They were well into the territory of Ryvan city.
Rumor ran before them on frightened feet, and peasants often fled as they advanced. But never had they met such emptiness as now. They had passed deserted houses, gutted farmsteads, and the bones of the newly slain, and had shifted their course eastward to get into wilder country where there should at least be game. But such talk as they had heard of the invaders of Ryvan made them march warily. And when one of their scouts galloped back to tell of an army advancing out of the darkness against them, the great horns screamed and the wagons were drawn together.
For a while, there was chaos, running and yelling men, crying children, bawling cattle, and tramping hests. Then the carts were drawn into a defensive ring atop a high steep ridge and the warriors waited outside. They made a brave sight, the men of Killorn, tall barbarians in the colorful kilts of their septs with plundered ornaments shining around corded throat or sinewy arm.
Most of them still bore the equipment of their homeland—horned helmets, gleaming ring-byrnies, round shields, ax and bow and spear and broadsword, worn and dusty with use but ready for more. The greater number went afoot, through some rode the small shaggy hests of the north. Their women and children crouched behind the wagons, with bows and slings ready and the old battle banners of Killorn floating overhead.
Kery came running to the place where the chiefs stood. He wore only a helmet and a light leather corselet, and carried sword and spear and a bow slung over his shoulders. "Father," he called. "Father, who are they?"
Rhiach of Broina stood near Bram with the great bagpipes of the gods under one arm—old beyond memory, those pipes, worn and battered, but terror and death and the avenging furies crouched in them, power so great that only one man could ever know the secret of their use. A light breeze stirred the warlock's long gray hair about his gaunt face, and his eyes brooded on the eastern darkness.
The scout who had brought word turned to greet Kery. He was panting with the weariness of his hard ride. An arrow had wounded him, and he shivered as the cold wind from the Dark Lands brushed his sweat-streaked body. "A horde," he said. "An army marching out of the east toward us, not Ryvan but such a folk as I never knew of. Their outriders saw me and barely did I get away. Most likely they will move against us, and swiftly."
"A host at least as great as ours," added Bram. "It must be a part of the invading Dark Landers who are laying Ryvan waste. It will be a hard fight, though I doubt not that with our good sword-arms and the pipe of the gods we will throw them back."
"I know not." Rhiach spoke slowly. His deep eyes were somber on Kery. "I have had ill dreams of late. If I fell in this battle, before we won ... I did wrong, son. I should have told you how to use the pipe."
"The law says you can only do that when you are so old that you are ready to give up your chiefship to your first born," said Bram. "It is a good law. A whole clan knowing how to wield such power would soon be at odds with all Killorn."
"But we are not in Killorn now," said Rhiach. "We have come far from home, among alien and enemy peoples, and the lake where it is forever sunset is a ghost to us." His hard face softened. "If I fall, Kery, my own spirit, I think, will wander back thither. I will wait for you at the border of the lake, I will be on the windy heaths and by the high tarns, they will hear me piping in the night and know I have come home . . . but seek your place, son, and all the gods be with you.
Kery gulped and wrung his father's hand . The warlock had ever been a stranger to him. His mother was dead these many years and Rhiach had grown grim and silent. And yet the old warlock was dearer to him than any save Morna who waited for his return.
He turned and sped to his own post, with the tyrs.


:: Exercise details ::
When a record contains an image, skip the image and retype the rest of that record exactly.
==== Data supplied ====
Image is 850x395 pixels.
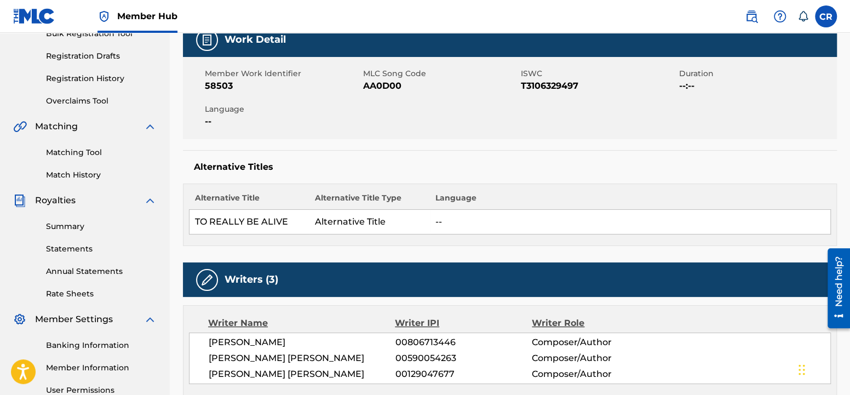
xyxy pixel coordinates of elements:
img: Matching [13,120,27,133]
div: Notifications [797,11,808,22]
img: MLC Logo [13,8,55,24]
h5: Work Detail [224,33,286,46]
img: expand [143,194,157,207]
img: Work Detail [200,33,214,47]
a: Statements [46,243,157,255]
span: Composer/Author [532,367,656,381]
a: Overclaims Tool [46,95,157,107]
span: 00129047677 [395,367,532,381]
span: Royalties [35,194,76,207]
a: Annual Statements [46,266,157,277]
span: [PERSON_NAME] [209,336,395,349]
span: 00806713446 [395,336,532,349]
span: MLC Song Code [363,68,519,79]
h5: Writers (3) [224,273,278,286]
span: 00590054263 [395,352,532,365]
div: Drag [798,353,805,386]
iframe: Resource Center [819,243,850,333]
img: Royalties [13,194,26,207]
span: Member Hub [117,10,177,22]
img: help [773,10,786,23]
td: Alternative Title [309,210,430,234]
img: Member Settings [13,313,26,326]
span: T3106329497 [521,79,676,93]
div: Help [769,5,791,27]
a: Rate Sheets [46,288,157,300]
a: Registration History [46,73,157,84]
td: TO REALLY BE ALIVE [189,210,310,234]
span: Member Work Identifier [205,68,360,79]
span: Composer/Author [532,352,656,365]
th: Alternative Title Type [309,192,430,210]
span: [PERSON_NAME] [PERSON_NAME] [209,352,395,365]
img: expand [143,313,157,326]
img: search [745,10,758,23]
div: User Menu [815,5,837,27]
a: Bulk Registration Tool [46,28,157,39]
span: Matching [35,120,78,133]
span: 58503 [205,79,360,93]
th: Alternative Title [189,192,310,210]
a: Matching Tool [46,147,157,158]
h5: Alternative Titles [194,162,826,172]
a: Summary [46,221,157,232]
a: Member Information [46,362,157,373]
img: expand [143,120,157,133]
span: Duration [679,68,834,79]
a: Registration Drafts [46,50,157,62]
iframe: Chat Widget [795,342,850,395]
img: Writers [200,273,214,286]
span: ISWC [521,68,676,79]
a: Match History [46,169,157,181]
span: -- [205,115,360,128]
div: Writer Role [532,316,656,330]
span: Member Settings [35,313,113,326]
td: -- [430,210,831,234]
a: Banking Information [46,339,157,351]
th: Language [430,192,831,210]
a: Public Search [740,5,762,27]
span: AA0D00 [363,79,519,93]
span: --:-- [679,79,834,93]
div: Writer IPI [395,316,532,330]
span: Language [205,103,360,115]
span: Composer/Author [532,336,656,349]
div: Writer Name [208,316,395,330]
img: Top Rightsholder [97,10,111,23]
span: [PERSON_NAME] [PERSON_NAME] [209,367,395,381]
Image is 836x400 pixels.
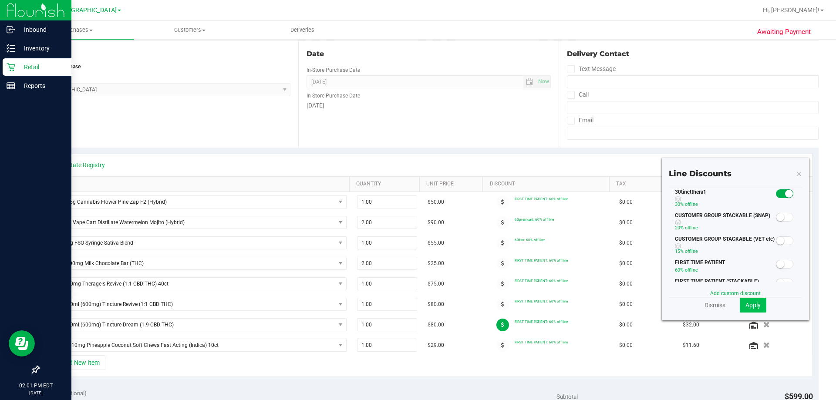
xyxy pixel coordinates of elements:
[356,181,416,188] a: Quantity
[38,49,290,59] div: Location
[567,88,589,101] label: Call
[675,248,775,256] p: off
[515,238,545,242] span: 60fso: 60% off line
[669,169,731,178] span: Line Discounts
[691,225,698,231] span: line
[669,277,774,301] div: FIRST TIME PATIENT (STACKABLE)
[427,341,444,350] span: $29.00
[134,26,246,34] span: Customers
[7,81,15,90] inline-svg: Reports
[51,181,346,188] a: SKU
[619,321,632,329] span: $0.00
[710,290,760,296] a: Add custom discount
[515,279,568,283] span: FIRST TIME PATIENT: 60% off line
[683,341,699,350] span: $11.60
[15,43,67,54] p: Inventory
[357,237,417,249] input: 1.00
[50,298,347,311] span: NO DATA FOUND
[619,341,632,350] span: $0.00
[426,181,479,188] a: Unit Price
[50,278,335,290] span: SW 10mg Theragels Revive (1:1 CBD:THC) 40ct
[669,188,774,212] div: 30tinctthera1
[15,24,67,35] p: Inbound
[740,298,766,313] button: Apply
[50,216,335,229] span: FT 1g Vape Cart Distillate Watermelon Mojito (Hybrid)
[515,299,568,303] span: FIRST TIME PATIENT: 60% off line
[669,212,774,235] div: CUSTOMER GROUP STACKABLE (SNAP)
[134,21,246,39] a: Customers
[745,302,760,309] span: Apply
[357,216,417,229] input: 2.00
[427,300,444,309] span: $80.00
[4,382,67,390] p: 02:01 PM EDT
[427,198,444,206] span: $50.00
[619,239,632,247] span: $0.00
[246,21,359,39] a: Deliveries
[50,237,335,249] span: SW 1g FSO Syringe Sativa Blend
[556,393,578,400] span: Subtotal
[50,257,335,269] span: HT 100mg Milk Chocolate Bar (THC)
[675,219,775,225] span: Discount can be combined with other discounts
[50,195,347,209] span: NO DATA FOUND
[515,197,568,201] span: FIRST TIME PATIENT: 60% off line
[21,21,134,39] a: Purchases
[567,75,818,88] input: Format: (999) 999-9999
[675,243,775,249] span: Discount can be combined with other discounts
[619,219,632,227] span: $0.00
[15,62,67,72] p: Retail
[427,280,444,288] span: $75.00
[515,217,554,222] span: 60premcart: 60% off line
[675,249,683,254] span: 15%
[619,198,632,206] span: $0.00
[763,7,819,13] span: Hi, [PERSON_NAME]!
[691,249,698,254] span: line
[21,26,134,34] span: Purchases
[675,202,683,207] span: 30%
[567,49,818,59] div: Delivery Contact
[567,63,616,75] label: Text Message
[306,101,550,110] div: [DATE]
[50,318,347,331] span: NO DATA FOUND
[675,201,775,209] p: off
[616,181,669,188] a: Tax
[306,92,360,100] label: In-Store Purchase Date
[50,196,335,208] span: FT 3.5g Cannabis Flower Pine Zap F2 (Hybrid)
[15,81,67,91] p: Reports
[50,216,347,229] span: NO DATA FOUND
[50,257,347,270] span: NO DATA FOUND
[357,339,417,351] input: 1.00
[306,66,360,74] label: In-Store Purchase Date
[50,236,347,249] span: NO DATA FOUND
[427,321,444,329] span: $80.00
[4,390,67,396] p: [DATE]
[490,181,606,188] a: Discount
[50,339,335,351] span: WNA 10mg Pineapple Coconut Soft Chews Fast Acting (Indica) 10ct
[675,266,775,274] p: off
[619,300,632,309] span: $0.00
[7,63,15,71] inline-svg: Retail
[683,321,699,329] span: $32.00
[691,202,698,207] span: line
[515,320,568,324] span: FIRST TIME PATIENT: 60% off line
[757,27,811,37] span: Awaiting Payment
[619,259,632,268] span: $0.00
[53,161,105,169] a: View State Registry
[515,340,568,344] span: FIRST TIME PATIENT: 60% off line
[357,278,417,290] input: 1.00
[50,339,347,352] span: NO DATA FOUND
[57,7,117,14] span: [GEOGRAPHIC_DATA]
[306,49,550,59] div: Date
[567,101,818,114] input: Format: (999) 999-9999
[9,330,35,357] iframe: Resource center
[357,257,417,269] input: 2.00
[675,267,683,273] span: 60%
[691,267,698,273] span: line
[357,196,417,208] input: 1.00
[675,224,775,232] p: off
[7,44,15,53] inline-svg: Inventory
[50,298,335,310] span: SW 30ml (600mg) Tincture Revive (1:1 CBD:THC)
[7,25,15,34] inline-svg: Inbound
[279,26,326,34] span: Deliveries
[357,319,417,331] input: 1.00
[619,280,632,288] span: $0.00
====
:: Reply to the task ::
Image is 850x395 pixels.
xyxy pixel coordinates of elements:
img: Matching [13,120,27,133]
div: Notifications [797,11,808,22]
img: MLC Logo [13,8,55,24]
h5: Work Detail [224,33,286,46]
img: expand [143,194,157,207]
img: Work Detail [200,33,214,47]
a: Statements [46,243,157,255]
span: Composer/Author [532,367,656,381]
a: Overclaims Tool [46,95,157,107]
span: 00129047677 [395,367,532,381]
span: Royalties [35,194,76,207]
a: Annual Statements [46,266,157,277]
span: [PERSON_NAME] [209,336,395,349]
span: 00806713446 [395,336,532,349]
span: MLC Song Code [363,68,519,79]
h5: Writers (3) [224,273,278,286]
span: 00590054263 [395,352,532,365]
div: Drag [798,353,805,386]
iframe: Resource Center [819,243,850,333]
img: Royalties [13,194,26,207]
span: Member Hub [117,10,177,22]
img: help [773,10,786,23]
td: Alternative Title [309,210,430,234]
img: Member Settings [13,313,26,326]
span: T3106329497 [521,79,676,93]
div: Help [769,5,791,27]
a: Rate Sheets [46,288,157,300]
a: Registration History [46,73,157,84]
td: TO REALLY BE ALIVE [189,210,310,234]
span: Member Work Identifier [205,68,360,79]
span: Composer/Author [532,352,656,365]
th: Alternative Title Type [309,192,430,210]
span: [PERSON_NAME] [PERSON_NAME] [209,352,395,365]
img: expand [143,313,157,326]
img: search [745,10,758,23]
div: User Menu [815,5,837,27]
a: Bulk Registration Tool [46,28,157,39]
span: Matching [35,120,78,133]
span: 58503 [205,79,360,93]
th: Alternative Title [189,192,310,210]
a: Matching Tool [46,147,157,158]
h5: Alternative Titles [194,162,826,172]
a: Summary [46,221,157,232]
a: Member Information [46,362,157,373]
img: expand [143,120,157,133]
span: Duration [679,68,834,79]
a: Registration Drafts [46,50,157,62]
iframe: Chat Widget [795,342,850,395]
img: Writers [200,273,214,286]
span: ISWC [521,68,676,79]
a: Match History [46,169,157,181]
span: -- [205,115,360,128]
div: Writer Role [532,316,656,330]
span: Member Settings [35,313,113,326]
td: -- [430,210,831,234]
a: Banking Information [46,339,157,351]
th: Language [430,192,831,210]
a: Public Search [740,5,762,27]
span: AA0D00 [363,79,519,93]
span: --:-- [679,79,834,93]
div: Writer IPI [395,316,532,330]
span: Language [205,103,360,115]
span: Composer/Author [532,336,656,349]
div: Writer Name [208,316,395,330]
img: Top Rightsholder [97,10,111,23]
span: [PERSON_NAME] [PERSON_NAME] [209,367,395,381]
Image is 836x400 pixels.
xyxy pixel coordinates of elements:
[356,181,416,188] a: Quantity
[38,49,290,59] div: Location
[567,88,589,101] label: Call
[675,248,775,256] p: off
[515,238,545,242] span: 60fso: 60% off line
[669,169,731,178] span: Line Discounts
[691,225,698,231] span: line
[669,277,774,301] div: FIRST TIME PATIENT (STACKABLE)
[427,341,444,350] span: $29.00
[134,26,246,34] span: Customers
[7,81,15,90] inline-svg: Reports
[51,181,346,188] a: SKU
[619,321,632,329] span: $0.00
[710,290,760,296] a: Add custom discount
[515,279,568,283] span: FIRST TIME PATIENT: 60% off line
[683,341,699,350] span: $11.60
[15,43,67,54] p: Inventory
[357,237,417,249] input: 1.00
[50,298,347,311] span: NO DATA FOUND
[619,341,632,350] span: $0.00
[426,181,479,188] a: Unit Price
[50,278,335,290] span: SW 10mg Theragels Revive (1:1 CBD:THC) 40ct
[669,188,774,212] div: 30tinctthera1
[15,24,67,35] p: Inbound
[740,298,766,313] button: Apply
[50,216,335,229] span: FT 1g Vape Cart Distillate Watermelon Mojito (Hybrid)
[515,299,568,303] span: FIRST TIME PATIENT: 60% off line
[669,212,774,235] div: CUSTOMER GROUP STACKABLE (SNAP)
[134,21,246,39] a: Customers
[745,302,760,309] span: Apply
[357,216,417,229] input: 2.00
[427,300,444,309] span: $80.00
[4,382,67,390] p: 02:01 PM EDT
[427,198,444,206] span: $50.00
[619,239,632,247] span: $0.00
[246,21,359,39] a: Deliveries
[50,237,335,249] span: SW 1g FSO Syringe Sativa Blend
[556,393,578,400] span: Subtotal
[50,257,335,269] span: HT 100mg Milk Chocolate Bar (THC)
[675,219,775,225] span: Discount can be combined with other discounts
[50,195,347,209] span: NO DATA FOUND
[515,197,568,201] span: FIRST TIME PATIENT: 60% off line
[21,21,134,39] a: Purchases
[567,75,818,88] input: Format: (999) 999-9999
[675,243,775,249] span: Discount can be combined with other discounts
[619,219,632,227] span: $0.00
[15,62,67,72] p: Retail
[427,280,444,288] span: $75.00
[515,217,554,222] span: 60premcart: 60% off line
[675,249,683,254] span: 15%
[619,198,632,206] span: $0.00
[763,7,819,13] span: Hi, [PERSON_NAME]!
[691,249,698,254] span: line
[21,26,134,34] span: Purchases
[675,202,683,207] span: 30%
[567,49,818,59] div: Delivery Contact
[567,63,616,75] label: Text Message
[306,101,550,110] div: [DATE]
[50,318,347,331] span: NO DATA FOUND
[675,201,775,209] p: off
[616,181,669,188] a: Tax
[306,92,360,100] label: In-Store Purchase Date
[50,196,335,208] span: FT 3.5g Cannabis Flower Pine Zap F2 (Hybrid)
[15,81,67,91] p: Reports
[50,216,347,229] span: NO DATA FOUND
[50,257,347,270] span: NO DATA FOUND
[357,339,417,351] input: 1.00
[306,66,360,74] label: In-Store Purchase Date
[50,236,347,249] span: NO DATA FOUND
[427,321,444,329] span: $80.00
[4,390,67,396] p: [DATE]
[490,181,606,188] a: Discount
[50,339,335,351] span: WNA 10mg Pineapple Coconut Soft Chews Fast Acting (Indica) 10ct
[675,266,775,274] p: off
[619,300,632,309] span: $0.00
[7,63,15,71] inline-svg: Retail
[683,321,699,329] span: $32.00
[691,202,698,207] span: line
[515,320,568,324] span: FIRST TIME PATIENT: 60% off line
[757,27,811,37] span: Awaiting Payment
[619,259,632,268] span: $0.00
[53,161,105,169] a: View State Registry
[515,340,568,344] span: FIRST TIME PATIENT: 60% off line
[357,278,417,290] input: 1.00
[50,339,347,352] span: NO DATA FOUND
[57,7,117,14] span: [GEOGRAPHIC_DATA]
[306,49,550,59] div: Date
[567,101,818,114] input: Format: (999) 999-9999
[9,330,35,357] iframe: Resource center
[357,257,417,269] input: 2.00
[675,267,683,273] span: 60%
[691,267,698,273] span: line
[357,196,417,208] input: 1.00
[675,224,775,232] p: off
[7,44,15,53] inline-svg: Inventory
[50,298,335,310] span: SW 30ml (600mg) Tincture Revive (1:1 CBD:THC)
[7,25,15,34] inline-svg: Inbound
[279,26,326,34] span: Deliveries
[357,319,417,331] input: 1.00
[619,280,632,288] span: $0.00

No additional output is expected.